▶ Collected data

Segment Open

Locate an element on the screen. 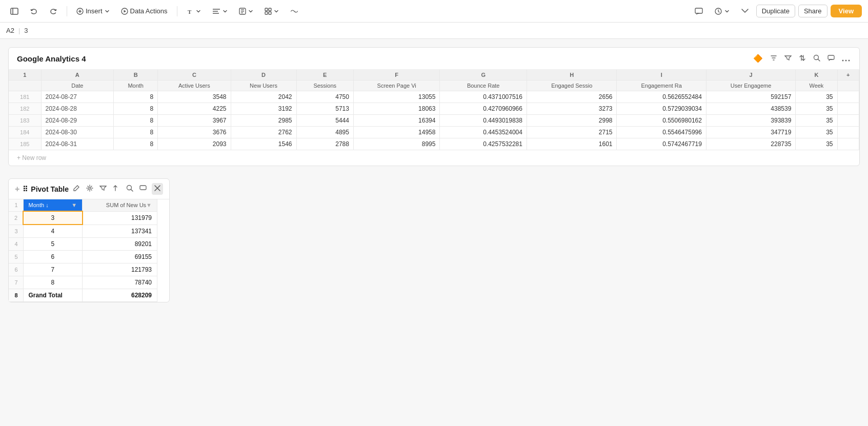  bounce-rate-cell: 0.4453524004 is located at coordinates (483, 132).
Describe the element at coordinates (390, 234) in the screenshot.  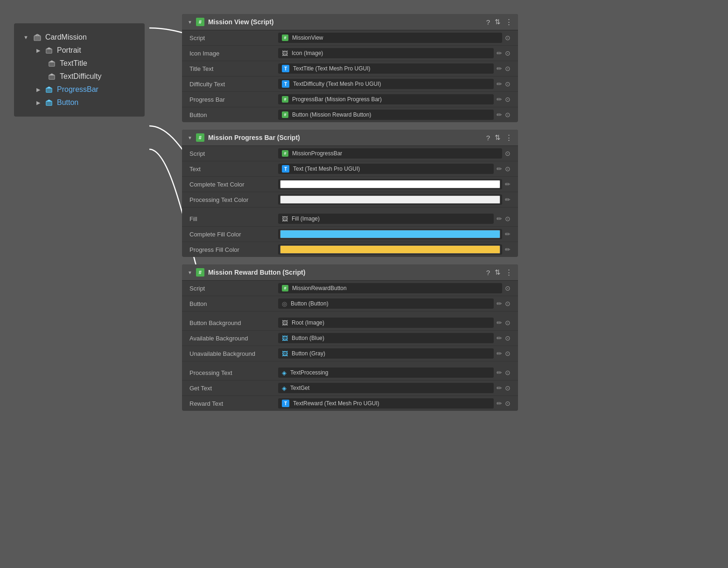
I see `mpb-value-complete-fill-color` at that location.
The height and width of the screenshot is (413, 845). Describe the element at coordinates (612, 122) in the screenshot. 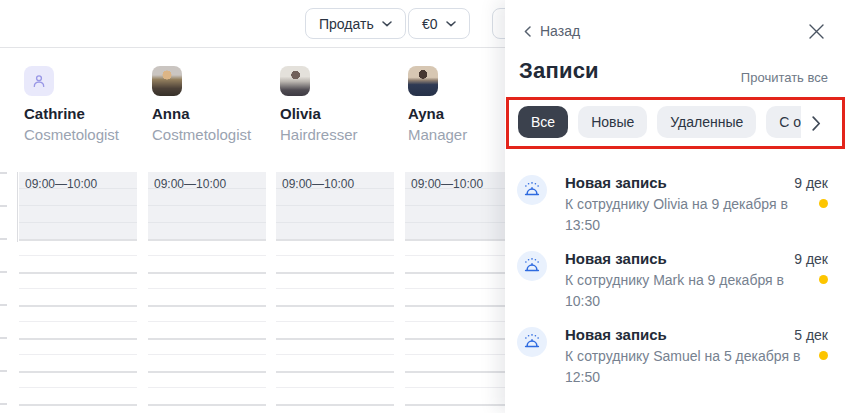

I see `filter-chip: Новые` at that location.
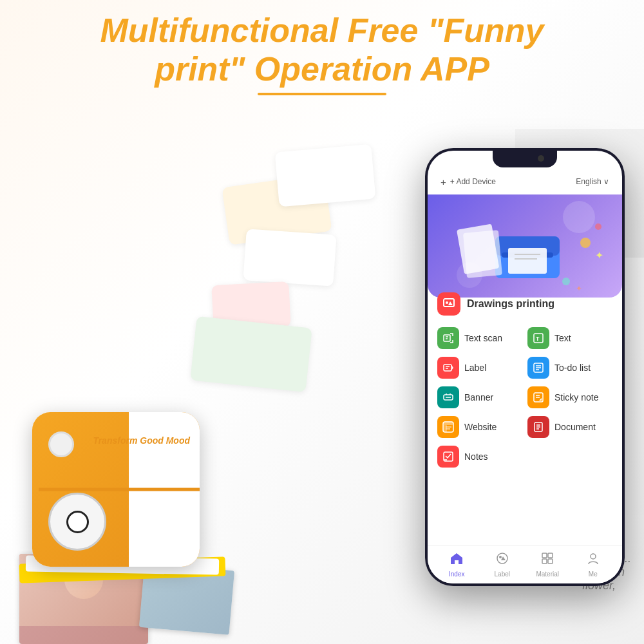 This screenshot has height=644, width=644. Describe the element at coordinates (448, 457) in the screenshot. I see `notes-icon` at that location.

Segment Closed

▶ What is required
Where the line with "Describe the element at coordinates (390, 234)" appears, begin there and transcribe exactly through the last line of the data, leaving all pictures aside.

▶ Expected output
Describe the element at coordinates (390, 234) in the screenshot.  
I see `mpb-value-complete-fill-color` at that location.
The height and width of the screenshot is (413, 845). Describe the element at coordinates (612, 122) in the screenshot. 

I see `filter-chip: Новые` at that location.
 This screenshot has height=644, width=644. Describe the element at coordinates (448, 457) in the screenshot. I see `notes-icon` at that location.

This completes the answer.